Kiefer Technic Showroom thumbnail 5 ©Photo: Paul Ott
Kiefer Technic Showroom thumbnail 6 ©Photo: Paul Ott
Kiefer Technic Showroom thumbnail 3 ©Photo: Paul Ott

Works #791

Kiefer Technic ShowroomRealized

Ernst Giselbrecht + Partner Architektur ZT GmbH

Ernst Giselbrecht + Partner Architektur ZT GmbH

Kiefer Technic Showroom thumbnail 1 ©Photo: Paul Ott
Kiefer Technic Showroom thumbnail 2 ©Photo: Paul Ott
Kiefer Technic Showroom thumbnail 3 ©Photo: Paul Ott
Kiefer Technic Showroom thumbnail 4 ©Photo: Paul Ott
Kiefer Technic Showroom thumbnail 5 ©Photo: Paul Ott
Kiefer Technic Showroom thumbnail 6 ©Photo: Paul Ott
Kiefer Technic Showroom thumbnail 7 ©Photo: Paul Ott
Kiefer Technic Showroom movie 1 ©Movie: 2007 Doso / Digital Passion
Ernst Giselbrecht + Partner Architektur ZT GmbH

Ernst Giselbrecht + Partner Architektur ZT GmbH

Location Bad Gleichenberg, Styria, Austria
Year 2007
Categories Architectural Design  >  Office buildings

Description

For many years, Ernst Giselbrecht has been involved in just as many projects that focus on the topic of contemporary façades. He has been able to consistently implement the continually evolving vision of dynamic facades with his design for the Kiefer Technic Showroom. This was made possible by a building assignment which allowed an almost playful light-heartedness and a developer who placed
the highest value on technical perfection and could produce the facade elements in his in-house development department.

The task was the construction of a new showroom, an addition to the production halls of the Kiefer metal construction company in Bad Gleichenberg, Styria. The two-storey, free-form shape in the floor plan sits offset in front of the narrow edge of the existing building and is accessible via a delicate metal bridge off to the side. The partly two-storey ground floor provides plenty of space for the open
presentation of products between a few narrow columns. A staircase leads to the gallery on the upper floor with an office and meeting area, as well as a link to the adjacent production hall.

However, the most important element of the building is the two-shell glass-aluminium facade, which, with its gentle arch, is both subtle and unmissable and acts as the company’s new calling card.
Moveable, perforated aluminium panels sit in front of the floor-to-ceiling glass elements. Powered by electric motors which can be individually controlled using a BUS/PLC system, they form a dynamic, three-dimensional folded structure over just 29x8 metres. Centrally or individually controlled, they allow one to change amount of sunlight, lighting mood and view, as well as the external effect.

In addition to structural, maintenance and weather-related (e.g. strong winds in the case of moveable external parts) requirements for the building shell, the architectural dimensions were also of equal importance for Ernst Giselbrecht: the facade as a separation between the private and public spheres, and as a representative face of the building. Innovative technologies allow a dynamic facade design, which, when carefully utilised, allows for the further development of the functional, social and aesthetic aspects of traditional facades with the added benefit of variability. The dynamic shell puts the emphasis not on its separating but on its mediating qualitites and becomes a method of communication between the buildings, with the environment and with people.

At its opening, this prototype proved the poetic potential of dynamic facades and, with the help of an ingeniously choreographed ‘ballet’, made it to the Venice Biennale and became a YouTube hit.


EXERCISE DETAILS – Identify all lines of the data containing the string "Process" and copy them.

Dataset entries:
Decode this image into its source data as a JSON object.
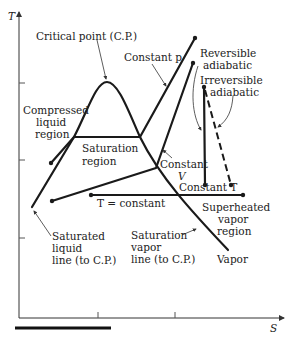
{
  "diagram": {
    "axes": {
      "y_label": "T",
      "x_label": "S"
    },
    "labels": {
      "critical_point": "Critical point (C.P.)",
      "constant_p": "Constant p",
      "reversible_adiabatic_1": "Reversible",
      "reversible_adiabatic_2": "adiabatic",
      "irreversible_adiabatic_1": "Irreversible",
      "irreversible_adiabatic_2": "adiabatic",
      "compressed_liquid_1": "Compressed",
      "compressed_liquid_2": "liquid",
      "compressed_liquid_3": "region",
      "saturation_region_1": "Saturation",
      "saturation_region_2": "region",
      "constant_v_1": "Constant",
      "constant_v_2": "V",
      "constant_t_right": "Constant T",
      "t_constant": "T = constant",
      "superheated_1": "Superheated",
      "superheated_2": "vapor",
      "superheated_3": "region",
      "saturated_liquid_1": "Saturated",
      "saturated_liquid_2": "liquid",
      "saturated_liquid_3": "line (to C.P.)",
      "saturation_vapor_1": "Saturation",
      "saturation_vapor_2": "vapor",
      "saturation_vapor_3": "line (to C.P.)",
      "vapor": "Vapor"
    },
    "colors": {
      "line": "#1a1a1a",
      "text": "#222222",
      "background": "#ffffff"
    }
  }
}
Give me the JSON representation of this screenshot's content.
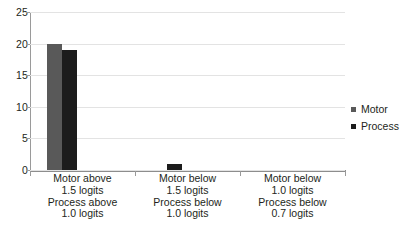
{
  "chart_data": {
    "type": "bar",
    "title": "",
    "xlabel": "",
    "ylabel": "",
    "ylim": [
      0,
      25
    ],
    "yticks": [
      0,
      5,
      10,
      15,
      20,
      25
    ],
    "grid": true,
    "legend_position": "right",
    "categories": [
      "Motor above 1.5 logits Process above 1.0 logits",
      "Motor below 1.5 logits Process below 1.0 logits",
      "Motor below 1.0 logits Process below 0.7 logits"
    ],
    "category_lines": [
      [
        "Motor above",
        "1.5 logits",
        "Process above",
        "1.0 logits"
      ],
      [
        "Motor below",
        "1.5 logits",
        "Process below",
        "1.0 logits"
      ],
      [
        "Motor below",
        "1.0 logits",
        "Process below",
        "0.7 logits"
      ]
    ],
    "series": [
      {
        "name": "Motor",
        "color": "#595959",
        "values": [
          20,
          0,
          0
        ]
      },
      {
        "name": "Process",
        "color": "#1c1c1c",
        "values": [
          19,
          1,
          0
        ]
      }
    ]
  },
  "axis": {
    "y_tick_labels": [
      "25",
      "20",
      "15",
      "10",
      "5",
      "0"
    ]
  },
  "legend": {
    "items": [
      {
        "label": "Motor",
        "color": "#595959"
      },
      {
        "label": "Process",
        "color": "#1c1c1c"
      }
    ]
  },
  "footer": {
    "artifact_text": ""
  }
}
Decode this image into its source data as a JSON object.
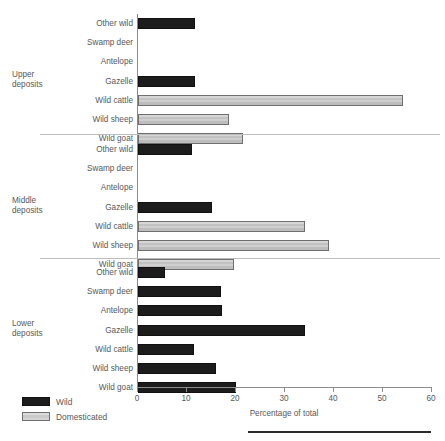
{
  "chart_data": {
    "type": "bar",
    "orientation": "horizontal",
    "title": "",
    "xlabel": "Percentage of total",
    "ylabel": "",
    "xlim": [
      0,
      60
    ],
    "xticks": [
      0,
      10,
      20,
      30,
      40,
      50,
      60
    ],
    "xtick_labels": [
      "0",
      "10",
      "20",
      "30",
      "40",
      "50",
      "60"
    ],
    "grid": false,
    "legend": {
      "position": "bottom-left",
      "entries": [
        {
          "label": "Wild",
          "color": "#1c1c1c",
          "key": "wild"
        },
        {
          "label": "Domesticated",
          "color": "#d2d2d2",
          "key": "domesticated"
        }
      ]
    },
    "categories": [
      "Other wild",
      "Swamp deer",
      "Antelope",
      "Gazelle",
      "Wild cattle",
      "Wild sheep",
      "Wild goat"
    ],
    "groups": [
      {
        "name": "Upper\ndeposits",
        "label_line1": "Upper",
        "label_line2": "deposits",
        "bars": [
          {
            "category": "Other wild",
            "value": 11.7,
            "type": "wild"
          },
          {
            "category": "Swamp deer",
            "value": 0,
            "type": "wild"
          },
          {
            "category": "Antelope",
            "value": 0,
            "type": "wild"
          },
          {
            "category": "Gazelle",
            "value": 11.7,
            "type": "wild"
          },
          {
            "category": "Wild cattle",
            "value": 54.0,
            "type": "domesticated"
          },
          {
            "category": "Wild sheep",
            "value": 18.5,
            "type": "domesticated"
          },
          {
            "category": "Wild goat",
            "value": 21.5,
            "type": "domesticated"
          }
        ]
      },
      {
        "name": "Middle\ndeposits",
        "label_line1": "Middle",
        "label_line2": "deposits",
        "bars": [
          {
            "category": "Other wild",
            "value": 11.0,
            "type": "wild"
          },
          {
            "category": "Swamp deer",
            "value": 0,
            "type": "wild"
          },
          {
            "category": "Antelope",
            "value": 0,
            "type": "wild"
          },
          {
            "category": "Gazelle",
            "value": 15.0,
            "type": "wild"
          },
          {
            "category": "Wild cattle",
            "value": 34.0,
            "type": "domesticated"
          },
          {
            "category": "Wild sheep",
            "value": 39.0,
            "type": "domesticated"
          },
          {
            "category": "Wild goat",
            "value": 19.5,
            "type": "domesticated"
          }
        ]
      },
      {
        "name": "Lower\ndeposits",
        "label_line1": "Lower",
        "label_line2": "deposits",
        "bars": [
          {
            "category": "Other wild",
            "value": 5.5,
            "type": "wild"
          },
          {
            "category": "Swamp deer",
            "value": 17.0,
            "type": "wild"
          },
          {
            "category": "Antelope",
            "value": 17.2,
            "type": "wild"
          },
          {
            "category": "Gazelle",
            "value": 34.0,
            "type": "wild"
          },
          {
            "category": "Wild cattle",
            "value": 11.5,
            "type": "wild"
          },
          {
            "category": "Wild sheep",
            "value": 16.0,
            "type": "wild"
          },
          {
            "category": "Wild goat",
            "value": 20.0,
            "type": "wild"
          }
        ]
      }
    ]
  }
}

TASK ANSWER –
      "Motor above 1.5 logits Process above 1.0 logits",
      "Motor below 1.5 logits Process below 1.0 logits",
      "Motor below 1.0 logits Process below 0.7 logits"
        "Process above",
        "Process below",
        "Process below",
        "name": "Process",
        "label": "Process",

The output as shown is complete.